Mama stomped into the kitchen. “Carmen called to tell me about the great new movie playing at the drive-in, one with Pedro Infante. I’m so excited!”
As Mama took over the kitchen, Papa winked at me. I followed him outside. There was a beautiful orange glow on the horizon. The evening air was sweet with Papa’s Mexican jasmine.
“As I was saying, she only feels what she sees and hears, and what she experiences in the movies.” He then started to laugh. “So when we go to the drive-in, pay attention to your mama and to how she connects to the movie.”
I rolled my eyes. No, not another one of those singing charro movies.
“So I guess it’s time you learn to dance, mi’ja.” Papa said, smiling. He started whistling the vals “Julia.” He then took me in his arms and began waltzing me around and around the freshly cut grass.
The DRiVe-in
IT had been years since I’d been to the
Border drive-in theater. According to Mama and Berta, I’d been so focused on my books that I had missed some of the best movies ever.
Lucy was sitting between Berta and me in the backseat of our old white Ford, while Noe sat between Papa and Mama in front. As the car passed the marquee, I tapped Berta on the shoulder and pointed. We laughed, for most of the black letters spelling PEDRO INFANTE were either falling off or missing completely.

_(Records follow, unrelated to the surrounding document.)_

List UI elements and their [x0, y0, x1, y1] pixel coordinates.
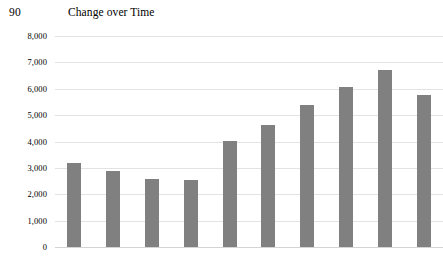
y-tick-label: 4,000 [27, 138, 47, 147]
bars-group [55, 28, 443, 258]
y-axis: 8,000 7,000 6,000 5,000 4,000 3,000 2,00… [0, 28, 55, 258]
y-tick-label: 6,000 [27, 85, 47, 94]
bar [145, 179, 159, 247]
y-tick-label: 3,000 [27, 164, 47, 173]
y-tick-label: 1,000 [27, 217, 47, 226]
y-tick-label: 2,000 [27, 190, 47, 199]
y-tick-label: 7,000 [27, 58, 47, 67]
y-tick-label: 8,000 [27, 32, 47, 41]
bar [378, 70, 392, 247]
bar [261, 125, 275, 247]
bar [339, 87, 353, 247]
figure-header: 90 Change over Time [0, 0, 443, 28]
bar [300, 105, 314, 247]
y-tick-label: 0 [43, 243, 47, 252]
page-title: Change over Time [68, 6, 155, 18]
bar [417, 95, 431, 247]
y-tick-label: 5,000 [27, 111, 47, 120]
bar [223, 141, 237, 247]
bar [67, 163, 81, 247]
bar [184, 180, 198, 247]
plot-area: 8,000 7,000 6,000 5,000 4,000 3,000 2,00… [0, 28, 443, 258]
page-number: 90 [9, 6, 21, 18]
bar [106, 171, 120, 247]
chart-figure: 90 Change over Time 8,000 7,000 6,000 5,… [0, 0, 443, 258]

After Papa parked on top of one of the rows and rows of asphalt mounds, it was just like always: Mama leaned over and moved Saint Christopher and the Virgin from the center to the right side of the dashboard. She opened the glove compartment, pulled out a snakelike green coil, set it on top of the dashboard, and lit it. This was incense for killing the flying bugs and mosquitoes. The coil burned with a strange glow that got redder and redder as the evening got darker.
“Mama,” said Lucy, “can you please take Saint Christopher and the Virgin off the dashboard? They’re blocking my view.”
“Ay, Lucy, it’s always the same thing with you. The movie hasn’t even started. And anyway, I’m not taking them off. They’re there to sanctify our car and protect us against accidents.”
“Mama, the car’s parked. It’s not moving,” Lucy said. Berta and I grinned at each other.
“Well, you never know. Something could always happen. Look, I’ll move them all the way to the right.” Mama carefully set them on the corner of the dashboard.
“Aren’t you going to turn them around so they can watch the movie?” I winked at Berta.
Mama turned her two santos to face the huge white screen as she always did, and we laughed. I leaned over to Berta and whispered, “I can’t wait for the kissing, the tequila drinking, and the shooting to begin. Wonder what Mama’s santos will think then!” But Berta didn’t laugh.
Then Lucy and Noe fought over who got to take the metal speaker that hung on a pole outside and attach it to their window. Berta and I looked at each other: once we had been the ones fighting over this. Mama grabbed the speaker, hung it over the top of her window, and turned the knobs.
A man’s voice burst forth: “Fresh popcorn, cold Cokes, hot dogs, chocolate bars, and pepperoni pizzas are waiting for you at the concession stand!” I used to love going to the concession stand, for there were four magic horses next to it. The horses flew on swings back and forth, back and forth, making me feel as though I were flying through the stars.